Late in the fourth quarter with the Bulls down by two, Butler caught a pass in the right corner and Gasol approached to set a screen. Instead of putting the ball on the floor, Butler rose for a 3-pointer. It dropped through the net, and Chicago had a lead it would not relinquish. Butler yelled, "Can't guard me!" That tied Michael Jordan's franchise record for points in a half, and a free throw in the final seconds broke it.

"I was looking at Bobby [Portis], like, this is crazy," Chicago big man Taj Gibson said. "He just couldn't miss! He was just attacking, he was getting fouled. Then he was guarding DeMar extremely well, playing the passing lanes. The way his shot was going -- tough shots, fadeaways, like, he was doing it all, and-1s -- his motor was unbelievable tonight. Then I didn't know if that corner shot was going to go in. From the side we were on, it didn't look like it was going down. And it just went down." 

Gibson implied the explosion was motivated by a bloody collision in the second quarter. Carroll drove to the basket for a layup using his left arm as a shield, and that shield hit Butler square in the mouth. A foul was called on Butler, and he had to leave the game to get stitched up. Before he walked off, he loudly expressed his displeasure to the officials. 

"So much blood flowing everywhere, he was so mad," Gibson said. "I've never seen him be that mad before after getting a rough foul call, but especially getting his lip busted. He came back a man possessed."

Butler admitted he was upset, but said Carroll "punching me in the mouth" had nothing to do with how he knocked out the Raptors.  

"I mean, he didn't do it on purpose," Butler said. "He messed my swag up, though, so I can't go on a date for a while."

Jimmy Butler gets his swag messed up.  (USATSI)
Jimmy Butler gets his swag messed up. (USATSI)

The smiling, laughing Butler in the locker room stood in stark contrast to the frustrated one who told reporters two weeks ago that Holberg had to coach the team harder. Those comments created a controversy after a lopsided loss against the New York Knicks, and then the Bulls lost to the Brooklyn Nets on Dec. 21. Joakim Noah hurt his shoulder at the Barclays Center and was ruled out for at least two weeks. It seemed like everything could fall apart. 

ESPN's Zach Lowe reported that "there is a sense that Butler relishes the trappings of stardom a bit too much, and that he doesn't do enough to support his teammates, as a playmaker or a cheerleader," and Noah said Chicago was searching for an identity. In a Washington Post podcast, ESPN's Nick Friedell said it at least had to consider trading Butler, who signed a five-year, $95 million contract in July. 

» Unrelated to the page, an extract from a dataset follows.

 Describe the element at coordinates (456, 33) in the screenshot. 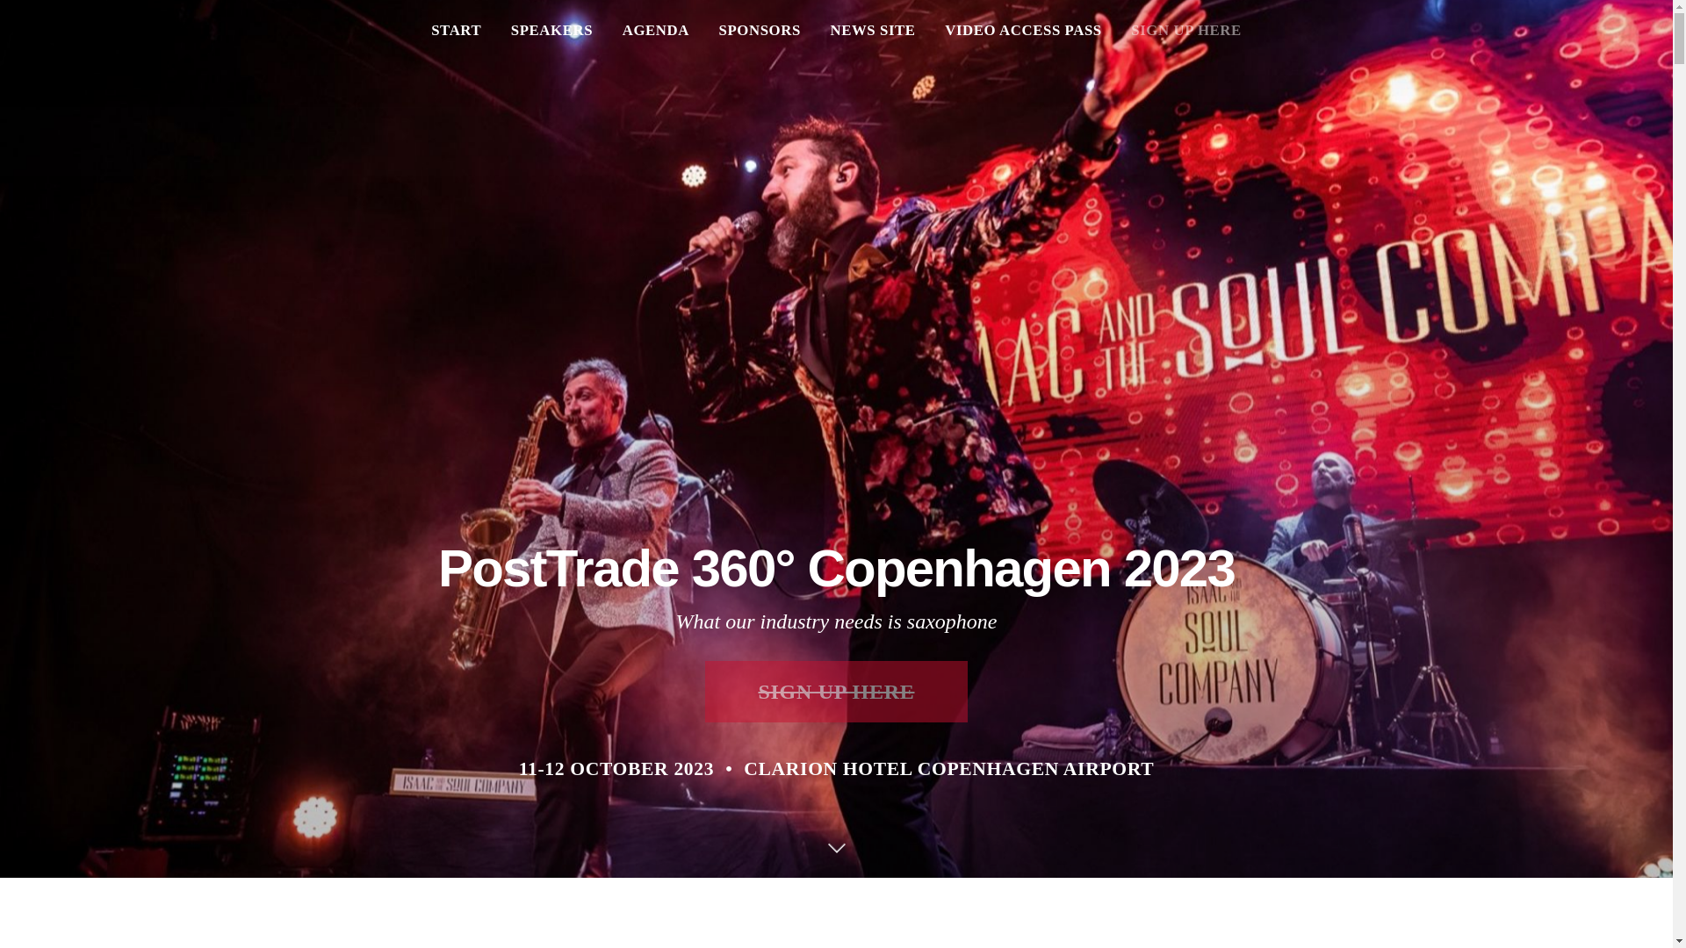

On Christmas Day, the Bulls opened their game against the Oklahoma City Thunder with an 11-0 run. They held on for a wire-to-wire win, and have now won five of six games, including two against Toronto and three in a row without point guard Derrick Rose, who is dealing with hamstring and knee trouble.

"We're not going to throw fireworks," Gasol said. "We haven't won a championship, nor getting close yet. But we're in the right path. Now we're competing. Ever since the Oklahoma game, we're competing every night and we're giving ourselves a chance every single night. That's what we need to continue to do."

Ironically, Chicago might have found itself without Rose and Noah, the two players who have done the most to define the franchise in recent years. If Butler's brilliance at the Air Canada Centre proves anything, it's that there should be no doubt about his place on the team or in the league. 

"[He is] one of the best," Gibson said. "Hands down. He put the work in. He works hard every day in practice. And it shows. But it shows even more now when he wants the ball late in the game. He's not running away from the basketball, he's running to it. He's taking on the challenge of guarding the best player and then when we need him to make a big shot, he connects. It was a good sign. It brought the team together as a whole."

Despite all the drama that surrounded the Bulls, they are second in the Eastern Conference, 2 1/2 games behind the Cleveland Cavaliers. After the buzzer in Toronto, Gasol hugged Butler and congratulated him. Then the rest of the team ran over and huddled up.

"We were just talking about, we gotta build off of this and keep going," Butler said. "Don't settle."